11
TIL that offering a "package deal" for three small websites actually cost me $400 more than bidding them separate
Last Tuesday I bid on three little brochure sites for a real estate guy in Ohio, bundled them at $1,200 thinking I'd save time. Turned out each one needed different plugins, separate hosting setups, and the third one had a weird calendar integration that ate up 10 extra hours. I compared how I usually bid single sites at $600 each (you know, my normal rate) and realized the bundle actually paid me like $30 an hour instead of $50. Has anyone else found that bundling jobs together just makes clients expect a bulk discount without the actual savings?
3 comments
Log in to join the discussion
Log In3 Comments
the_daniel2d ago
Man that sounds like a classic "you pay for the lesson" moment right there. Bundles always look good on paper but the reality hits different when you're elbow deep in calendar plugins and separate logins. I once lumped three simple WordPress sites together for a friend's small businesses and ended up spending more time fixing their "quick changes" than I did building the damn things. The math has never worked out for me either, feels like you're paying for the privilege of doing extra work. Unless you're charging triple what you normally would for each site the "discount" just eats your sanity and your hourly rate. Guess some lessons hurt more than others right?
3
parker_hall51d agoMost Upvoted
Yeah @the_daniel I had a buddy who did a bundle deal for three local restaurants and ended up redoing their whole menu pages every Tuesday like clockwork. His hourly rate went right out the window, take it from someone who watched it happen from the sidelines.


Omitting all images, set down every line below exactly as it appears.

•••••

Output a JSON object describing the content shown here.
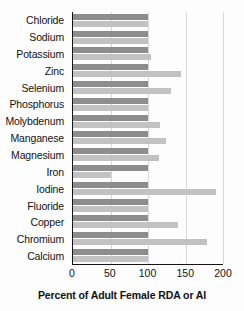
{
  "chart_data": {
    "type": "bar",
    "title": "",
    "xlabel": "Percent of Adult Female RDA or AI",
    "ylabel": "",
    "orientation": "horizontal",
    "xlim": [
      0,
      200
    ],
    "xticks": [
      0,
      50,
      100,
      150,
      200
    ],
    "xtick_labels": [
      "0",
      "50",
      "100",
      "150",
      "200"
    ],
    "grid": true,
    "legend_position": "none",
    "categories": [
      "Chloride",
      "Sodium",
      "Potassium",
      "Zinc",
      "Selenium",
      "Phosphorus",
      "Molybdenum",
      "Manganese",
      "Magnesium",
      "Iron",
      "Iodine",
      "Fluoride",
      "Copper",
      "Chromium",
      "Calcium"
    ],
    "series": [
      {
        "name": "Reference (RDA or AI)",
        "color": "#8d8d8d",
        "values": [
          100,
          100,
          100,
          100,
          100,
          100,
          100,
          100,
          100,
          100,
          100,
          100,
          100,
          100,
          100
        ]
      },
      {
        "name": "Actual intake",
        "color": "#c2c2c2",
        "values": [
          100,
          100,
          104,
          144,
          130,
          100,
          116,
          124,
          114,
          50,
          190,
          100,
          140,
          178,
          100
        ]
      }
    ]
  },
  "axis": {
    "tick_0": "0",
    "tick_1": "50",
    "tick_2": "100",
    "tick_3": "150",
    "tick_4": "200"
  },
  "labels": {
    "chloride": "Chloride",
    "sodium": "Sodium",
    "potassium": "Potassium",
    "zinc": "Zinc",
    "selenium": "Selenium",
    "phosphorus": "Phosphorus",
    "molybdenum": "Molybdenum",
    "manganese": "Manganese",
    "magnesium": "Magnesium",
    "iron": "Iron",
    "iodine": "Iodine",
    "fluoride": "Fluoride",
    "copper": "Copper",
    "chromium": "Chromium",
    "calcium": "Calcium"
  },
  "axis_title": "Percent of Adult Female RDA or AI"
}
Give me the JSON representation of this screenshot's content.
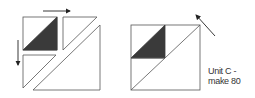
{
  "diagram": {
    "caption": {
      "line1": "Unit C -",
      "line2": "make 80"
    },
    "colors": {
      "stroke": "#555555",
      "fill_dark": "#3a3a3a",
      "background": "#ffffff"
    },
    "left_figure": {
      "description": "exploded unit: small half-square triangle, two side triangles, large triangle",
      "arrows": [
        "right",
        "down"
      ]
    },
    "right_figure": {
      "description": "assembled square unit with dark triangle in upper-left quadrant",
      "arrows": [
        "up-left"
      ]
    }
  }
}
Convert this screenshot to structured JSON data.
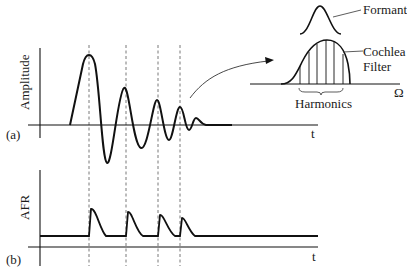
{
  "panels": {
    "a": {
      "tag": "(a)",
      "ylabel": "Amplitude",
      "xlabel": "t",
      "description": "Damped oscillating waveform (decaying sinusoid)"
    },
    "b": {
      "tag": "(b)",
      "ylabel": "AFR",
      "xlabel": "t",
      "description": "Pulse train of decaying spikes aligned with waveform peaks"
    }
  },
  "inset": {
    "formant_label": "Formant",
    "cochlea_label_line1": "Cochlea",
    "cochlea_label_line2": "Filter",
    "harmonics_label": "Harmonics",
    "axis_label": "Ω",
    "harmonic_line_count": 6
  },
  "guides": {
    "dashed_line_count": 4,
    "style": "dashed vertical lines linking waveform peaks to AFR pulses"
  },
  "colors": {
    "stroke": "#111111",
    "dashed": "#555555",
    "background": "#ffffff"
  }
}
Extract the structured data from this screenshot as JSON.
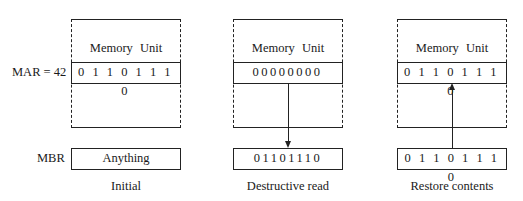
{
  "labels": {
    "mar": "MAR = 42",
    "mbr": "MBR"
  },
  "panels": [
    {
      "memory_title": "Memory Unit",
      "memory_word": "0 1 1 0  1 1 1 0",
      "mbr_value": "Anything",
      "caption": "Initial",
      "arrow": "none"
    },
    {
      "memory_title": "Memory Unit",
      "memory_word": "00000000",
      "mbr_value": "01101110",
      "caption": "Destructive read",
      "arrow": "down"
    },
    {
      "memory_title": "Memory Unit",
      "memory_word": "0 1 1 0 1 1 1 0",
      "mbr_value": "0 1 1 0 1 1 1 0",
      "caption": "Restore contents",
      "arrow": "up"
    }
  ]
}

•••••

## ANSWER BOX
Output a JSON object describing the content shown here.
{
  "chart_data": {
    "type": "bar",
    "title": "",
    "xlabel": "Percent of Adult Female RDA or AI",
    "ylabel": "",
    "orientation": "horizontal",
    "xlim": [
      0,
      200
    ],
    "xticks": [
      0,
      50,
      100,
      150,
      200
    ],
    "xtick_labels": [
      "0",
      "50",
      "100",
      "150",
      "200"
    ],
    "grid": true,
    "legend_position": "none",
    "categories": [
      "Chloride",
      "Sodium",
      "Potassium",
      "Zinc",
      "Selenium",
      "Phosphorus",
      "Molybdenum",
      "Manganese",
      "Magnesium",
      "Iron",
      "Iodine",
      "Fluoride",
      "Copper",
      "Chromium",
      "Calcium"
    ],
    "series": [
      {
        "name": "Reference (RDA or AI)",
        "color": "#8d8d8d",
        "values": [
          100,
          100,
          100,
          100,
          100,
          100,
          100,
          100,
          100,
          100,
          100,
          100,
          100,
          100,
          100
        ]
      },
      {
        "name": "Actual intake",
        "color": "#c2c2c2",
        "values": [
          100,
          100,
          104,
          144,
          130,
          100,
          116,
          124,
          114,
          50,
          190,
          100,
          140,
          178,
          100
        ]
      }
    ]
  },
  "axis": {
    "tick_0": "0",
    "tick_1": "50",
    "tick_2": "100",
    "tick_3": "150",
    "tick_4": "200"
  },
  "labels": {
    "chloride": "Chloride",
    "sodium": "Sodium",
    "potassium": "Potassium",
    "zinc": "Zinc",
    "selenium": "Selenium",
    "phosphorus": "Phosphorus",
    "molybdenum": "Molybdenum",
    "manganese": "Manganese",
    "magnesium": "Magnesium",
    "iron": "Iron",
    "iodine": "Iodine",
    "fluoride": "Fluoride",
    "copper": "Copper",
    "chromium": "Chromium",
    "calcium": "Calcium"
  },
  "axis_title": "Percent of Adult Female RDA or AI"
}
Give me the JSON representation of this screenshot's content.
{
  "diagram": {
    "caption": {
      "line1": "Unit C -",
      "line2": "make 80"
    },
    "colors": {
      "stroke": "#555555",
      "fill_dark": "#3a3a3a",
      "background": "#ffffff"
    },
    "left_figure": {
      "description": "exploded unit: small half-square triangle, two side triangles, large triangle",
      "arrows": [
        "right",
        "down"
      ]
    },
    "right_figure": {
      "description": "assembled square unit with dark triangle in upper-left quadrant",
      "arrows": [
        "up-left"
      ]
    }
  }
}
Convert this screenshot to structured JSON data.
{
  "panels": {
    "a": {
      "tag": "(a)",
      "ylabel": "Amplitude",
      "xlabel": "t",
      "description": "Damped oscillating waveform (decaying sinusoid)"
    },
    "b": {
      "tag": "(b)",
      "ylabel": "AFR",
      "xlabel": "t",
      "description": "Pulse train of decaying spikes aligned with waveform peaks"
    }
  },
  "inset": {
    "formant_label": "Formant",
    "cochlea_label_line1": "Cochlea",
    "cochlea_label_line2": "Filter",
    "harmonics_label": "Harmonics",
    "axis_label": "Ω",
    "harmonic_line_count": 6
  },
  "guides": {
    "dashed_line_count": 4,
    "style": "dashed vertical lines linking waveform peaks to AFR pulses"
  },
  "colors": {
    "stroke": "#111111",
    "dashed": "#555555",
    "background": "#ffffff"
  }
}
Extract the structured data from this screenshot as JSON.
{
  "labels": {
    "mar": "MAR = 42",
    "mbr": "MBR"
  },
  "panels": [
    {
      "memory_title": "Memory Unit",
      "memory_word": "0 1 1 0  1 1 1 0",
      "mbr_value": "Anything",
      "caption": "Initial",
      "arrow": "none"
    },
    {
      "memory_title": "Memory Unit",
      "memory_word": "00000000",
      "mbr_value": "01101110",
      "caption": "Destructive read",
      "arrow": "down"
    },
    {
      "memory_title": "Memory Unit",
      "memory_word": "0 1 1 0 1 1 1 0",
      "mbr_value": "0 1 1 0 1 1 1 0",
      "caption": "Restore contents",
      "arrow": "up"
    }
  ]
}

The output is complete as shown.